Economy USA

SpaceX’s IPO Countdown: Musk’s Empire Heads for a Record-Breaking Launch

SpaceX’s IPO Countdown: Musk’s Empire Heads for a Record-Breaking Launch
SpaceX’s facilities and employees in Starbase, Texas, last Wednesday (Gabriel V. Cardenas / Reuters)
  • Published April 2, 2026

With input from the Washington Post, Fortune, BBC, and CNBC.

If you wanted a perfectly timed spectacle, this was it. Rockets heading toward the Moon, headlines buzzing about space again – and right on cue, SpaceX quietly files for what could become the biggest IPO the market has ever seen.
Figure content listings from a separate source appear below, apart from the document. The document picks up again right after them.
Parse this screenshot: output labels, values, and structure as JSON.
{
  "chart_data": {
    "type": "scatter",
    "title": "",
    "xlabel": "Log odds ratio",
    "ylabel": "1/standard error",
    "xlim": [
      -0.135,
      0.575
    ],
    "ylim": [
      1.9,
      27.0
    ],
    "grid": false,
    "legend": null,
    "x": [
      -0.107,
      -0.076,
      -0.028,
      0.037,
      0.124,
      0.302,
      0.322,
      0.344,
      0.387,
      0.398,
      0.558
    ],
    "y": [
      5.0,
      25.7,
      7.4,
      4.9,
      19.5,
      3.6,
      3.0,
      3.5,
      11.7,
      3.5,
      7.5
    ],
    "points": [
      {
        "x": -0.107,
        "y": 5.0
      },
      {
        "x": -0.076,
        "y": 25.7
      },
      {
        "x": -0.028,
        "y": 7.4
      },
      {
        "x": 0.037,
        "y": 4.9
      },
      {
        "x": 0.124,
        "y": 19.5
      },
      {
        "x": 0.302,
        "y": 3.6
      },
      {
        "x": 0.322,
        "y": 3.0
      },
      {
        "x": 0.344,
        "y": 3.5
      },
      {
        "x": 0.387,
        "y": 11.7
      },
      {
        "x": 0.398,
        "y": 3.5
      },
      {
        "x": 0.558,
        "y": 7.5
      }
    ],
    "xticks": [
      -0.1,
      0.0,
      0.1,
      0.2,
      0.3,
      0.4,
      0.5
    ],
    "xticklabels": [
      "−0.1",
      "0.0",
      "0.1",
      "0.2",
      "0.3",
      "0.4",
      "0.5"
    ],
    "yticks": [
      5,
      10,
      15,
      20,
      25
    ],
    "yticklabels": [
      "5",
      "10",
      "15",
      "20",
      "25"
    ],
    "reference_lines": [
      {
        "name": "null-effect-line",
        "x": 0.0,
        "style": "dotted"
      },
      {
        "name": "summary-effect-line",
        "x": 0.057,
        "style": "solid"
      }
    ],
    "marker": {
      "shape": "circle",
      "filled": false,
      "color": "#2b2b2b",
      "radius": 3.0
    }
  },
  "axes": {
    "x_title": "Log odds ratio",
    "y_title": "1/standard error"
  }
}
Behind the scenes, the company has submitted a confidential filing to the US Securities and Exchange Commission, setting the stage for a possible June debut. The numbers being floated are staggering. A valuation north of $1 trillion – some estimates push it closer to $1.75 trillion – and a fundraising target that could hit $50–75 billion. That would leave Saudi Aramco’s $29 billion listing looking almost modest.

And yet, for all the hype, the timing has a slightly surreal edge. While NASA’s Artemis II mission grabs attention, it isn’t even landing astronauts on the Moon – a milestone humanity cracked decades ago. Meanwhile, SpaceX is pitching a future that goes far beyond that: Mars settlements, orbital infrastructure, even data centers in space. The ambition is massive. The gap between present reality and long-term vision is just as wide.

The IPO itself is shaping up to be anything but conventional. SpaceX isn’t just a rocket company anymore. It’s a bundle of Musk ventures stitched together in increasingly complex ways. There’s Starlink, of course, the satellite internet backbone. Then xAI, Musk’s artificial intelligence play. And hovering in the background, X – the social media platform formerly known as Twitter. Different industries, different timelines, all orbiting the same founder.

How cleanly those pieces fit together is still unclear. Investors won’t get a full look right away either, since the filing is confidential. For now, the pitch is less about tidy structure and more about scale – and about Musk himself. Betting on SpaceX means betting that he can keep pulling disparate technologies into something that works, or at least something valuable.

That bet has worked before. Private markets have already poured enormous capital into the company, pushing it past the trillion-dollar mark internally. The logic is familiar: if Musk can turn reusable rockets into a commercial reality, maybe Mars colonies and AI-powered space infrastructure don’t sound completely outlandish – just early.

There are more traditional IPO mechanics in play too. Roadshows are expected soon, with executives pitching institutional investors. A dual-class share structure is reportedly on the table, which would keep decision-making tightly controlled by insiders – Musk included. There’s also talk of allocating a sizable chunk of shares, possibly up to 30%, to retail investors. That could turn the offering into a rare mix of Wall Street muscle and Main Street enthusiasm.

The broader context matters. SpaceX may just be the first in a wave of mega-listings, with companies like OpenAI and Anthropic waiting in the wings. If that plays out, this isn’t just a big IPO – it’s the opening act of a new cycle in tech capital markets.

Still, the fundamentals are expensive. Running SpaceX isn’t cheap, and it’s getting pricier. Rockets, satellites, AI infrastructure, chip manufacturing – every piece demands serious capital. Going public solves part of that. It also raises the stakes. Once you’re trading on the open market, the story has to keep delivering.

Musk, for his part, isn’t dialing down the vision. He’s talking about robots built with Tesla, powered by xAI, supported by SpaceX infrastructure. A kind of vertically integrated tech ecosystem, stretching from Earth to orbit and eventually beyond.

Whether that vision holds together – or fragments under its own weight – is the question investors will have to answer. For now, the appetite seems strong. The rocket is on the pad. The countdown has started.